Advertisement

NSA will unite divisions to better tackle online threats

Spying and cyberdefense will no longer be separate inside the agency.

Brendan Smialowski/AFP/Getty Images

The US' National Security Agency isn't as united as it looks at first glance. Its intelligence gathering division (the one that conducts mass surveillance and hacking) and cyberdefense groups are largely separate. And that creates real problems -- among other issues, the intel group might be exploiting security flaws that the defensive team doesn't even know about, leaving critical systems open to attack. Those walls are about to come down, however.
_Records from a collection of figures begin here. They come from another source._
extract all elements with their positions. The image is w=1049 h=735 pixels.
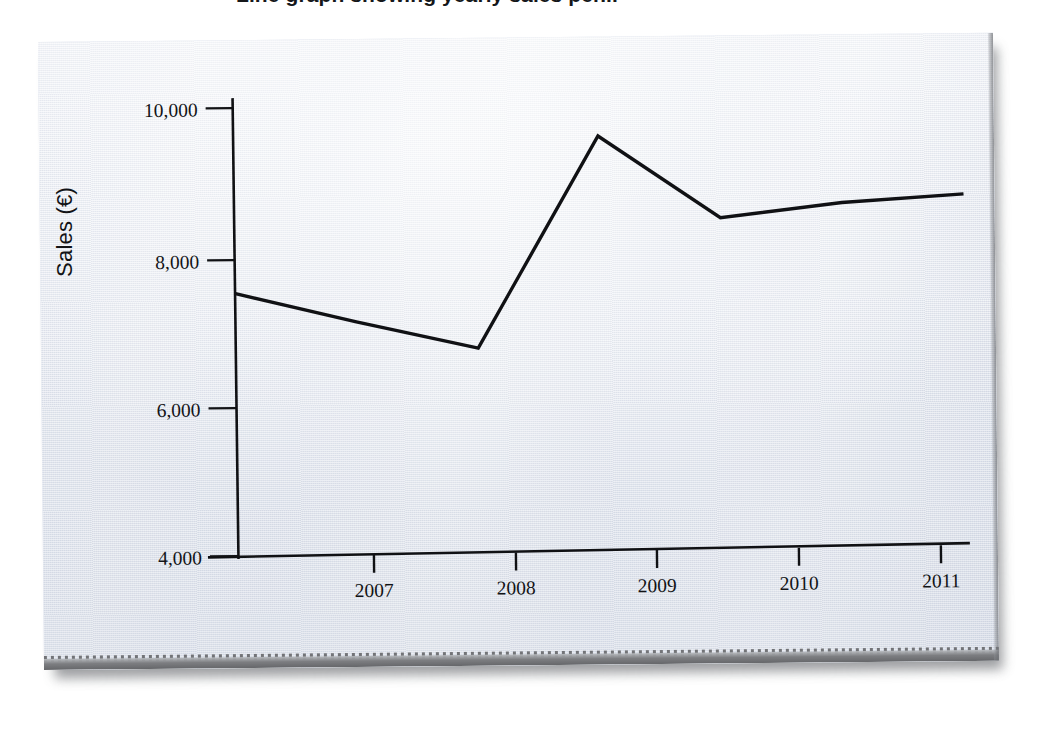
- paper-grain-texture: [38, 33, 999, 670]
- paper-lighting-gradient: [38, 33, 999, 670]
- figure-title-text: Line graph showing yearly sales per...: [236, 0, 618, 7]
- photo-scene: 10,000 8,000 6,000 4,000 2007 2008 2009 …: [0, 0, 1049, 735]
- paper-sheet: [38, 33, 999, 670]
- cropped-figure-title: Line graph showing yearly sales per...: [0, 0, 1049, 13]
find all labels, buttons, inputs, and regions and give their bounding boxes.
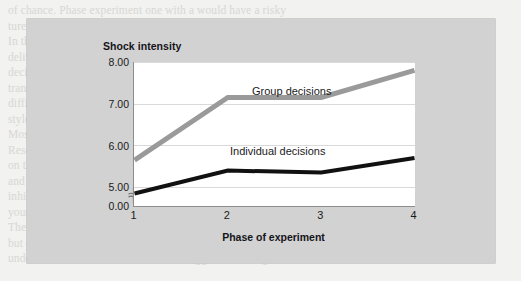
x-axis-tick-label: 3 xyxy=(307,209,333,221)
series-label-group-decisions: Group decisions xyxy=(252,85,332,97)
y-axis-tick-label: 6.00 xyxy=(95,140,129,152)
figure-panel: Shock intensity 8.007.006.005.000.00 Gro… xyxy=(27,19,495,263)
bleed-text-line: of chance. Phase experiment one with a w… xyxy=(8,4,513,16)
x-axis-tick-label: 2 xyxy=(214,209,240,221)
y-axis-tick-label: 5.00 xyxy=(95,181,129,193)
plot-area: Group decisions Individual decisions xyxy=(133,62,415,207)
y-axis-tick-label: 8.00 xyxy=(95,56,129,68)
y-axis-title: Shock intensity xyxy=(103,40,181,52)
y-axis-tick-label: 7.00 xyxy=(95,98,129,110)
x-axis-title: Phase of experiment xyxy=(133,231,414,243)
series-line xyxy=(135,158,415,194)
x-axis-tick-labels: 1234 xyxy=(133,209,414,225)
x-axis-tick-label: 1 xyxy=(121,209,147,221)
y-axis-tick-labels: 8.007.006.005.000.00 xyxy=(89,62,129,206)
x-axis-tick-label: 4 xyxy=(401,209,427,221)
plot-inner xyxy=(134,62,415,206)
series-lines xyxy=(134,62,415,206)
series-label-individual-decisions: Individual decisions xyxy=(230,145,325,157)
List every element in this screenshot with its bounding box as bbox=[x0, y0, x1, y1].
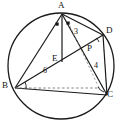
measure-label-6: 6 bbox=[43, 67, 47, 75]
circumcircle bbox=[8, 13, 114, 119]
segment-A-B bbox=[15, 14, 62, 88]
point-label-P: P bbox=[87, 44, 92, 53]
segment-D-C bbox=[103, 35, 107, 95]
measure-label-4: 4 bbox=[94, 62, 98, 70]
angle-mark-A-left bbox=[56, 23, 59, 26]
geometry-figure: A D C B P E 3 4 6 bbox=[0, 0, 122, 131]
geometry-canvas bbox=[0, 0, 122, 131]
measure-label-3: 3 bbox=[74, 28, 78, 36]
point-label-A: A bbox=[58, 1, 65, 10]
point-label-B: B bbox=[2, 81, 8, 90]
point-label-C: C bbox=[107, 90, 113, 99]
point-label-E: E bbox=[52, 54, 58, 63]
segment-B-C bbox=[15, 88, 107, 95]
point-label-D: D bbox=[106, 26, 113, 35]
segment-A-C-dashed-helper bbox=[68, 22, 100, 90]
angle-mark-A-right bbox=[67, 22, 70, 25]
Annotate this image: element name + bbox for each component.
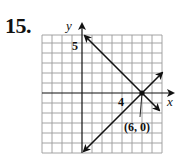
x-tick-label: 4 [118, 95, 124, 109]
x-axis-label: x [166, 94, 173, 109]
point-label: (6, 0) [124, 120, 150, 134]
y-axis-label: y [64, 18, 72, 33]
line-1 [85, 36, 142, 93]
y-tick-label: 5 [72, 39, 78, 53]
line-1-extension [142, 93, 159, 110]
coordinate-graph: y x 5 4 (6, 0) [0, 0, 187, 168]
The NSA is poised to unveil a reorganization that will merge its offensive and defensive capabilities, helping them coordinate the fight against digital threats.

The agency isn't commenting on the specifics of what the reorg will entail, although you should hear more as early as this week. However, the Washington Post hears that this may be more of a cultural shift than a technical one. The two divisions already use similar processes -- this would mostly get them talking to each other. However, it could help the cyberdefense side by giving it the ability to process vast amounts of data very quickly.

This isn't going to eliminate some of the ethical questions around the NSA's behavior, such as the belief that it holds back on important security disclosures when its spies want to use those vulnerabilities for their campaigns. However, this could prevent the US from unintentionally weakening its ability to fend off cyberattacks.